The Young Wife Who Defended Osama Bin Laden
When SEALs took down al Qaeda leader, one woman fought back.
May 4, 2011 — -- The woman who the White House said charged U.S. Navy SEALs in an apparent desperate last ditch effort to protect Osama bin Laden has been identified as bin Laden's youngest wife, a woman nearly half his age.
The woman, identified by a passport found inside the al Qaeda leader's compound as 29-year-old Amal Ahmed Abdul Fatah, was in the room when the SEALs took the final, fateful shots at 54-year-old Osama bin Laden and was herself shot in the leg when she rushed, unarmed, at the special operators. She was treated for her wounds and is in custody in Pakistan, officials said.
A senior U.S. official said the U.S. has been denied access to bin Laden's wife because she needs medical attention. The official characterized that as a stalling tactic. Asked about the U.S. request to see bin Laden's wife, a senior Pakistani security official told ABC News, "With what face can they ask that now?"
Fatah, bin Laden's fifth wife and the only one left living with him in the house, had been gifted to the al Qaeda leader from a Yemeni family when she was just a teenager and later had three young children with him. Of his other wives, he had divorced one and three others had moved to Syria.
To former high-ranking CIA analyst and former FBI counterterrorism official Phil Mudd, it's not surprising that she apparently was willing to risk her life for the man the U.S. has been hunting for more than a decade.
"He is, in the al Qaeda context, an honorable man and he's viewed in their context not as a terrorist but as a statesman," Mudd told ABC News. "I would be surprised if this guy would sacrifice a wife for this operation, but I'm sure she was willing to get in front of a bullet for him."
READ: Osama Bin Laden Unarmed When Killed, White House Says
But bin Laden's children with Fatah are not his only offspring as he was survived by at least 18 children. None of the sons, however, are in line to succeed their father for leadership of one of the most feared terror organizations in the world.
"Unlike a lot of Arab governments that are dynastic," said former White House counterterrorism advisor Richard Clarke, now an ABC News consultant, "al Qaeda has not been and his sons have never played a real operational role of any significance. They did not appear to be groomed for leadership roles in al Qaeda."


» **Task description**:
Each entry below must be repeated word for word.

» **Entries shown**:
-- Opening Marker --

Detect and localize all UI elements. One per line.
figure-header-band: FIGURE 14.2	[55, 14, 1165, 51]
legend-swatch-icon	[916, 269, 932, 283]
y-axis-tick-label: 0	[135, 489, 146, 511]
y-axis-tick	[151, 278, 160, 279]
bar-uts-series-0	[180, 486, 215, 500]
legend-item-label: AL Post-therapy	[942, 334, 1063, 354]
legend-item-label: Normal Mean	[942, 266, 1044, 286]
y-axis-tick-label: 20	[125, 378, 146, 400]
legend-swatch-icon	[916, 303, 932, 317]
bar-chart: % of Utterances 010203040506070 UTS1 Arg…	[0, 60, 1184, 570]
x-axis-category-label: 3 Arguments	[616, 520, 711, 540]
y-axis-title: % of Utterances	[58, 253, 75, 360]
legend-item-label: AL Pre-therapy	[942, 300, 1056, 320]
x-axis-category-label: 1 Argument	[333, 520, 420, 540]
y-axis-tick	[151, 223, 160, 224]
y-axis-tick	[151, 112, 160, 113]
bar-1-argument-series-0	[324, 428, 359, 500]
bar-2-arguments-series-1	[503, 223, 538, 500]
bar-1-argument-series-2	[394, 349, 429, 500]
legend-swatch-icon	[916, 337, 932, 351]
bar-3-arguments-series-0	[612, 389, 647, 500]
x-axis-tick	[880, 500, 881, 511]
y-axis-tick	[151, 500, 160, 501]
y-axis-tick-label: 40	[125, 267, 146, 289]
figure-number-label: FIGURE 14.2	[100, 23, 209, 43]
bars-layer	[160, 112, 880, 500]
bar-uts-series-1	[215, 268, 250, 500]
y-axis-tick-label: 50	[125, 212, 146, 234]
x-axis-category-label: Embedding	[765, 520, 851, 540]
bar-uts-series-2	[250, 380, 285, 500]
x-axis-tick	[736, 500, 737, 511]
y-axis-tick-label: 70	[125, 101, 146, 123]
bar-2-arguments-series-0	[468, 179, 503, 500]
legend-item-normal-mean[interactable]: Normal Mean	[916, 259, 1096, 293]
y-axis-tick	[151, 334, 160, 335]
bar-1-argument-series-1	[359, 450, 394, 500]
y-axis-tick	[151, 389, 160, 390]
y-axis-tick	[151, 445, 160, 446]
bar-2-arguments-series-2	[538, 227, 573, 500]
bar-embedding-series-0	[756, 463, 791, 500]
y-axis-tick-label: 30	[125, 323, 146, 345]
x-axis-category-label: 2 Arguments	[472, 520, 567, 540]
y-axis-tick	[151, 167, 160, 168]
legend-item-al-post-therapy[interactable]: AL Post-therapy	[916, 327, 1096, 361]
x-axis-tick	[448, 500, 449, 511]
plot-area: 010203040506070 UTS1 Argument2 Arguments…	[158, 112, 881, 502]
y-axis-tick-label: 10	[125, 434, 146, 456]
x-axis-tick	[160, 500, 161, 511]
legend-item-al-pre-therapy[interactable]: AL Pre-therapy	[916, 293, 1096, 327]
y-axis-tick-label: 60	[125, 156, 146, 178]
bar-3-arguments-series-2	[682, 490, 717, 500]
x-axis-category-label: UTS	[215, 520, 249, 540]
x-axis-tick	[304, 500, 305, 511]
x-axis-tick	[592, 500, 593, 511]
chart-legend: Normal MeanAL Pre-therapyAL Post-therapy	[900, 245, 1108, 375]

-- Closing Marker --

» **Exercise answer**:
Detect and localize all UI elements. One per line.
figure-header-band: FIGURE 14.2	[55, 14, 1165, 51]
legend-swatch-icon	[916, 269, 932, 283]
y-axis-tick-label: 0	[135, 489, 146, 511]
y-axis-tick	[151, 278, 160, 279]
bar-uts-series-0	[180, 486, 215, 500]
legend-item-label: AL Post-therapy	[942, 334, 1063, 354]
legend-item-label: Normal Mean	[942, 266, 1044, 286]
y-axis-tick-label: 20	[125, 378, 146, 400]
legend-swatch-icon	[916, 303, 932, 317]
bar-chart: % of Utterances 010203040506070 UTS1 Arg…	[0, 60, 1184, 570]
x-axis-category-label: 3 Arguments	[616, 520, 711, 540]
y-axis-title: % of Utterances	[58, 253, 75, 360]
legend-item-label: AL Pre-therapy	[942, 300, 1056, 320]
x-axis-category-label: 1 Argument	[333, 520, 420, 540]
y-axis-tick	[151, 223, 160, 224]
y-axis-tick	[151, 112, 160, 113]
bar-1-argument-series-0	[324, 428, 359, 500]
bar-2-arguments-series-1	[503, 223, 538, 500]
bar-1-argument-series-2	[394, 349, 429, 500]
legend-swatch-icon	[916, 337, 932, 351]
bar-3-arguments-series-0	[612, 389, 647, 500]
x-axis-tick	[880, 500, 881, 511]
y-axis-tick	[151, 500, 160, 501]
y-axis-tick-label: 40	[125, 267, 146, 289]
figure-number-label: FIGURE 14.2	[100, 23, 209, 43]
bars-layer	[160, 112, 880, 500]
bar-uts-series-1	[215, 268, 250, 500]
y-axis-tick-label: 50	[125, 212, 146, 234]
x-axis-category-label: Embedding	[765, 520, 851, 540]
bar-uts-series-2	[250, 380, 285, 500]
x-axis-tick	[736, 500, 737, 511]
y-axis-tick-label: 70	[125, 101, 146, 123]
bar-2-arguments-series-0	[468, 179, 503, 500]
legend-item-normal-mean[interactable]: Normal Mean	[916, 259, 1096, 293]
y-axis-tick	[151, 334, 160, 335]
bar-1-argument-series-1	[359, 450, 394, 500]
y-axis-tick	[151, 389, 160, 390]
y-axis-tick	[151, 445, 160, 446]
bar-2-arguments-series-2	[538, 227, 573, 500]
bar-embedding-series-0	[756, 463, 791, 500]
y-axis-tick-label: 30	[125, 323, 146, 345]
x-axis-category-label: 2 Arguments	[472, 520, 567, 540]
y-axis-tick	[151, 167, 160, 168]
legend-item-al-post-therapy[interactable]: AL Post-therapy	[916, 327, 1096, 361]
x-axis-tick	[448, 500, 449, 511]
plot-area: 010203040506070 UTS1 Argument2 Arguments…	[158, 112, 881, 502]
y-axis-tick-label: 10	[125, 434, 146, 456]
x-axis-tick	[160, 500, 161, 511]
legend-item-al-pre-therapy[interactable]: AL Pre-therapy	[916, 293, 1096, 327]
y-axis-tick-label: 60	[125, 156, 146, 178]
bar-3-arguments-series-2	[682, 490, 717, 500]
x-axis-category-label: UTS	[215, 520, 249, 540]
x-axis-tick	[304, 500, 305, 511]
x-axis-tick	[592, 500, 593, 511]
chart-legend: Normal MeanAL Pre-therapyAL Post-therapy	[900, 245, 1108, 375]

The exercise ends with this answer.